I’m pumped on this sport, my job, and being at the races every Saturday. I’m not some dude who just talks crap on everything like Steve Matthes (each weekend someone tells me that's what he does). But through my 17 or so years covering the races, I’ve developed the following pet peeves. The list is small, but if you’ve listened to our seven seasons of Fly Racing Racer X Podcasts, you’ve probably heard me rail on these topics time and again.
If not, now you’ll know where I stand.
Predicting Saturday Mudders on Tuesday
It happens about every three weeks. Someone texts me with a rainy Saturday weather prediction and then writes “Looks like we’re in for a mudder.” And then Saturday comes … and no mudder.
Modern track folks have prep down to a science. They look at the weather, too. In supercross, they build the track early and cover it, so all of that rain you’re seeing on the Weather Channel App does nothing. If it’s really bad on Saturday morning, they’ll cut practice. Outdoors, they roll the track in and harden it, such as this year in Thunder Valley, were they waited out the rain and didn’t rip it deep until 3:00 a.m. on Saturday morning—after the rain passed.
Bottom line is, it can rain and rain and rain and rain the days leading up to the event, but unless it rains hard at precisely 7:00 p.m. (at a supercross) or 1:00 p.m. (motocross) we won’t have a mud race. That’s a very small window for the rain to do damage. Beyond that, the track crews have a fix for anything mother nature can throw at them. Plus, how accurate are Saturday forecasts on a Tuesday? Relax, people!
Using one crazy comeback to prove a track offered good passing
This happened as recently as Muddy Creek. It was hard to pass on that track. But I knew what was coming—if anyone dared say the track didn’t offer much passing, someone would counter with, “Well did you not see Blake Baggett pass 35 guys in the second 450 moto?”
Yeah, I saw it. But using one crazy example ends up skewing all the data. In 2004, James Stewart won 23 out of 24 motos on a 125 against 250Fs. Did that mean a 125 is faster than a 250F? Of course not.
Baggett is on an incredible level right now and can do amazing things. In Daytona this year Ryan Dungey came from a first turn crash to fourth. That doesn’t mean Daytona offered great passing, it just means Dungey is one bad mofo when he has to come through the pack and salvage points.
When deciding if a track offered good passing opportunities, be sure to look at the majority of the field, not just the one guy who did something amazing. All sports do this—I watched a NASCAR race yesterday and saw snark on Twitter when drivers said it was hard to pass, followed by the inevitable “But Kyle Larson just passed everyone!” Got it. But no one else was in a car as good as Larson’s at that point.

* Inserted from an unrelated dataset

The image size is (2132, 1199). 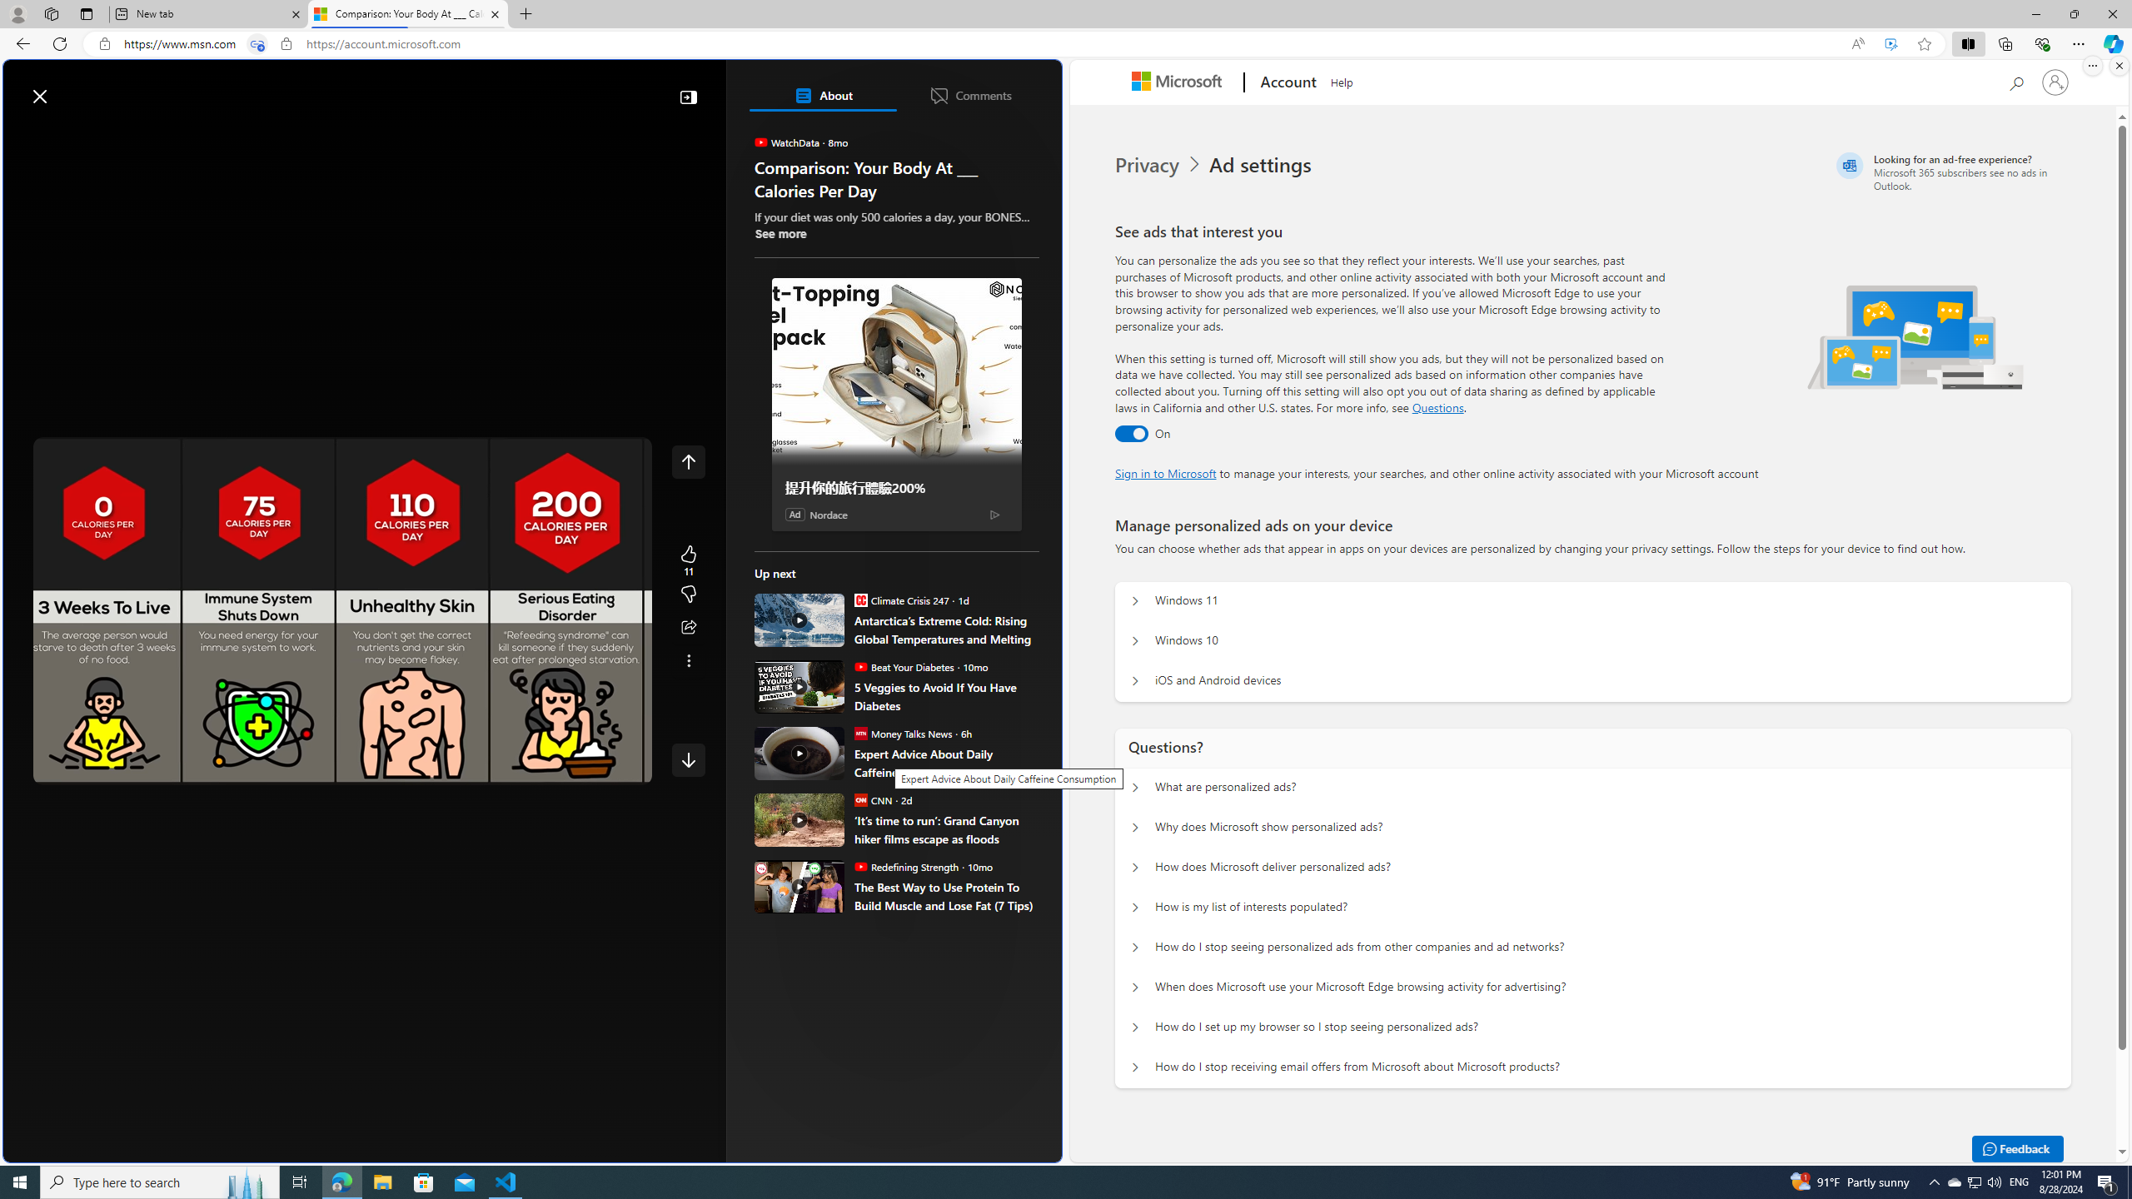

Look, when a dude like Baggett is so fast that he can use the bad lines in every corner and still get around some of the best riders in the world, the track doesn’t even matter. If you were to line up against him on a track in your backyard, he’d pass you, but that doesn’t mean the track offered plenty of room. In the case of Baggett at Muddy Creek or Dungey at Daytona, the comeback requires somehow magically being 15 percent faster than everyone else on the track, which is extremely difficult at the highest level. It’s better offense overcoming good defense. I’d rather look at what happened with 39 other guys than just one.
Counting points before the races are run
When Ryan Dungey won the Atlanta supercross, it was said that he “controlled his own destiny” because all he had to do was finish second at the final nine (!) rounds of Monster Energy Supercross to win the title, even if Eli Tomac won the rest of the races. Eli could only make up 27 points by winning out if Dungey finished second…. Okay, never, ever, EVER assume someone is going to win the rest, and someone else is “just” going to finish second each time. Not even Dungey, heretofore the most consistent dude ever, could pull off nine-straight seconds, he was fourth two weeks later in that Daytona race. Tomac didn’t win nine in a row, either. Racing seems fairly predictable from week to week, but it’s never nine-weeks-in-a-row predictable.
In 2010, Trey Canard was closing down on Christophe Pourcel in the 250 Nationals, but entered the season finale seven points behind. “All Pourcel has to do is go 2-2 to beat Canard for the title by one point.”
At the finale Canard went 4-3 and Pourcel went 31-37.
Now, there is ONE TIME where this math actually worked out, when Chad Reed won the final six 250SX races in 2003, and Ricky Carmichael indeed finished second six-straight times to hold on for the championship. But if you want to use one example as proof, please see my entry above.
These above are my big three—predicting mudders five days in advance, counting points in advance, and using one odd-ball example to prove a point that 40-some other examples can prove otherwise. I’ve got a few others, such as forgetting to say “enough” after mentioning all the sponsors that you “can’t thank,” but for the most part I’m good. Just please, please, by the time we get to Unadilla, don’t hit me up @jasonweigandt with any weather forecasts, or with genius math about Zach Osborne only having to finish second in the rest of the motos to clinch the title. Remember, that’s why they run the races.